You really don't think you should bear the whole cost of the clean-up, but you doubt if you can avoid replacing the fill. Although this will be expensive, you have excavating equipment and trucks still on site, and can save yourself the cost of paying someone for removal and transportation of the fill. You estimate that your cash outlay will be $30,000, which is $6 per cubic yard to excavate and transport the fill to the disposal site.* Buying the replacement fill will cost you about three dollars per cubic yard, or $15,000. Properly disposing of the contaminated fill at an incinerator will entail the greatest expense: about $52 per cubic yard, or about $260,000. Paying a fine on top of costs of this magnitude would be unfair, and also probably impossible for you, even if you are willing to do so.

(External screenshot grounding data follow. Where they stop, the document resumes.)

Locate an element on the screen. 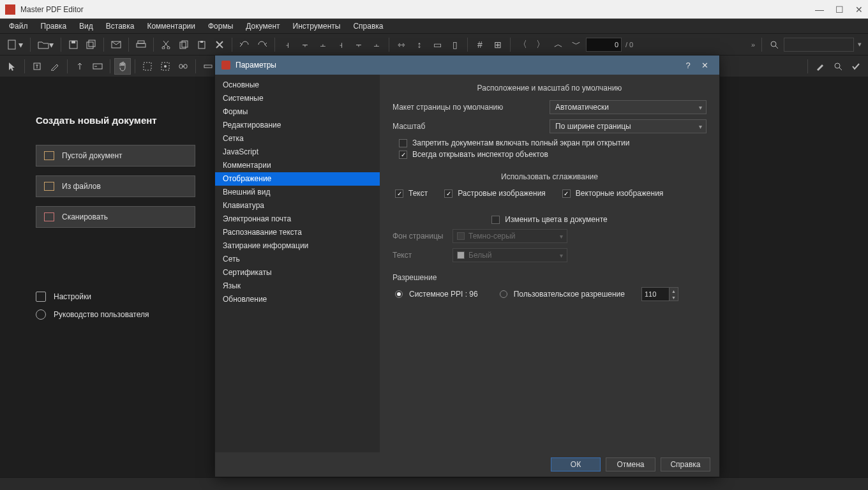 This screenshot has height=490, width=868. dialog-help-button: ? is located at coordinates (688, 65).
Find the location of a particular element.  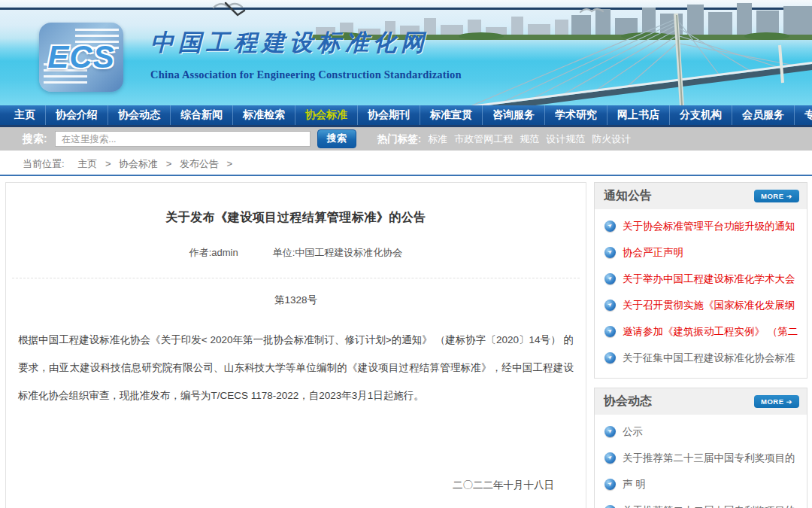

nav-item-academic-research: 学术研究 is located at coordinates (576, 115).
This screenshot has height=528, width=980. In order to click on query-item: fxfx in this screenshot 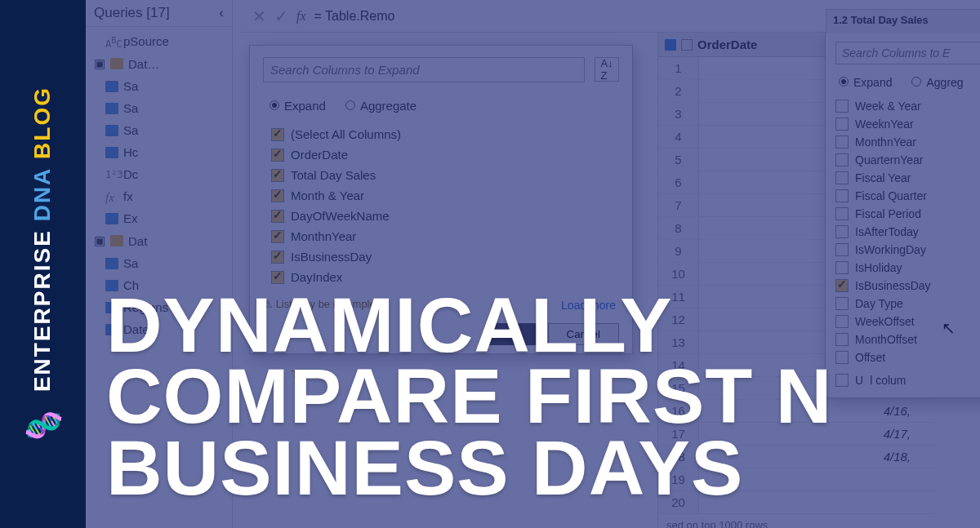, I will do `click(158, 196)`.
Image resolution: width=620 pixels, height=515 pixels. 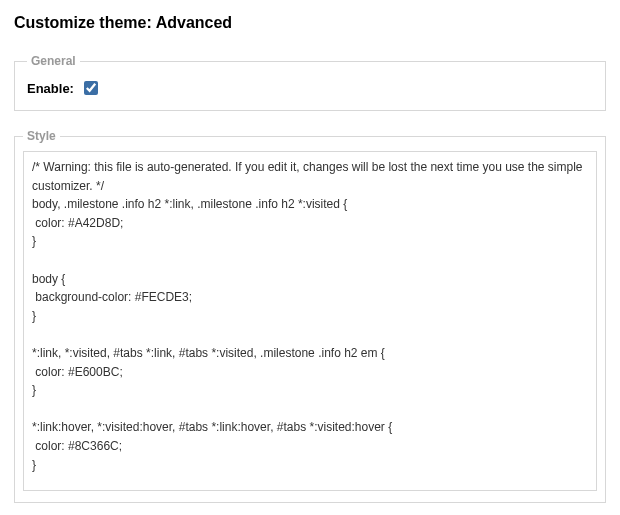 I want to click on page-title: Customize theme: Advanced, so click(x=310, y=23).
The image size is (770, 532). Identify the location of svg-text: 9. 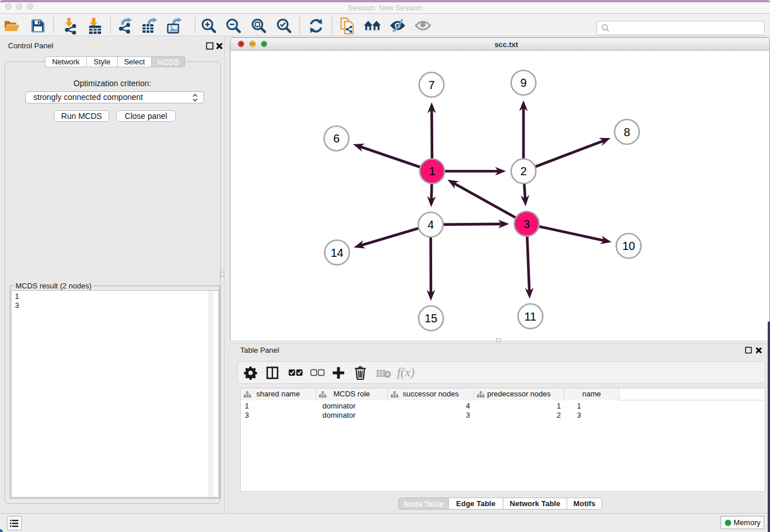
(523, 83).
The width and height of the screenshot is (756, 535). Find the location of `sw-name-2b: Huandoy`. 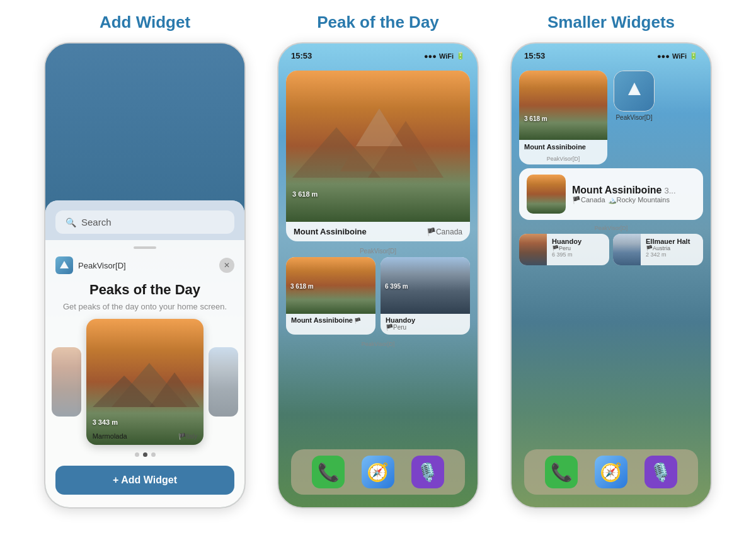

sw-name-2b: Huandoy is located at coordinates (425, 320).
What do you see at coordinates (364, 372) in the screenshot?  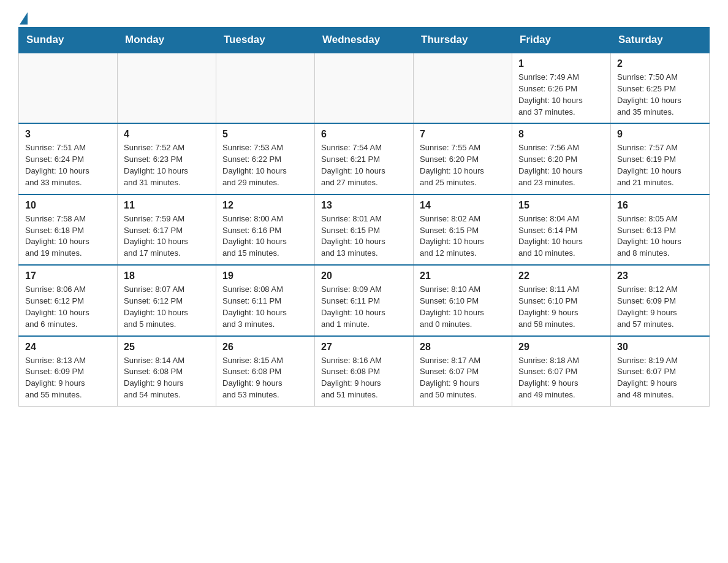 I see `week-row-5: 24Sunrise: 8:13 AM Sunset: 6:09 PM Dayli…` at bounding box center [364, 372].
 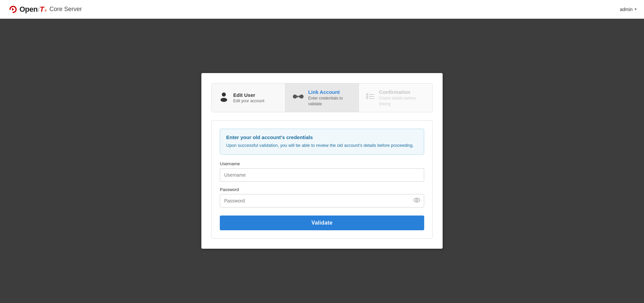 I want to click on info-box-text: Upon successful validation, you will be …, so click(x=322, y=145).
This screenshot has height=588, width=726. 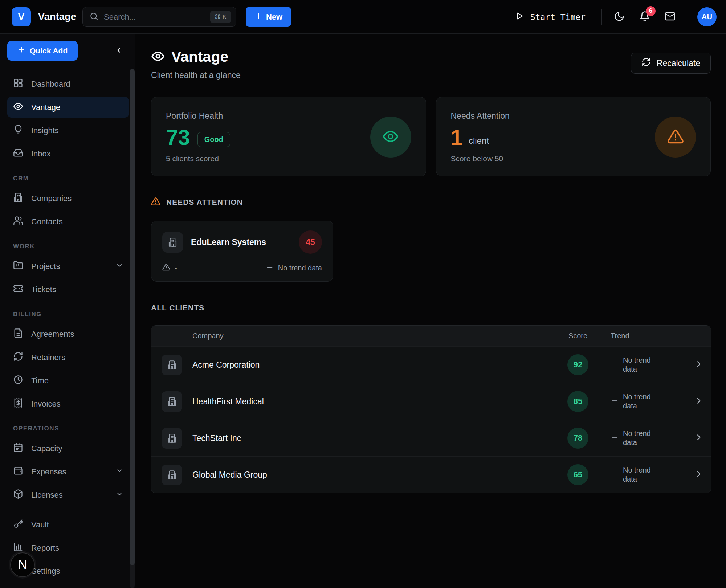 I want to click on attention-client-card: EduLearn Systems 45 - No trend data, so click(x=242, y=251).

At present, your cash flow situation is extremely tight. In about six months you will move your equipment to the nearby town of Greenpuddle to begin another major project, and this will in time alleviate the situation. But you have no projects underway, nor are others likely to materialize in the current economic climate. At most, your cash reserves would let you fund the $305,000 cost of clean-up and replacement, and pay a fine of $80,000. Such a fine, though, would leave you without any financial margin whatsoever. If this case ever went to court you doubt the judge would impose any fine at all, let alone one as high as this.
Your position going in to today's negotiation is therefore as follows. Ideally, you would like to get the department's representative to acknowledge that the fill is not your responsibility, and to either allow the fill to remain, or to move it at the Department's expense. If this is not possible, you will agree to remove and properly dispose of the contaminated fill and replace it. At all cost, though, try to get the Department to waive the fine or at least keep it at a nominal level. In your current cash flow situation, this is crucially important.
*In order to keep all figures comparable for this negotiation, prices for transportation and incineration of fill, normally quoted as cost per ton, have been converted to cost per cubic yard.
Your turn — on a separate piece of paper or in a Word processing window, write the positions and interests of the owner of Gorpen Construction. Once you feel you have completed the task, scroll down for the answer key. After you have read the answer and compared it to your work, hit the submit button and send me your work.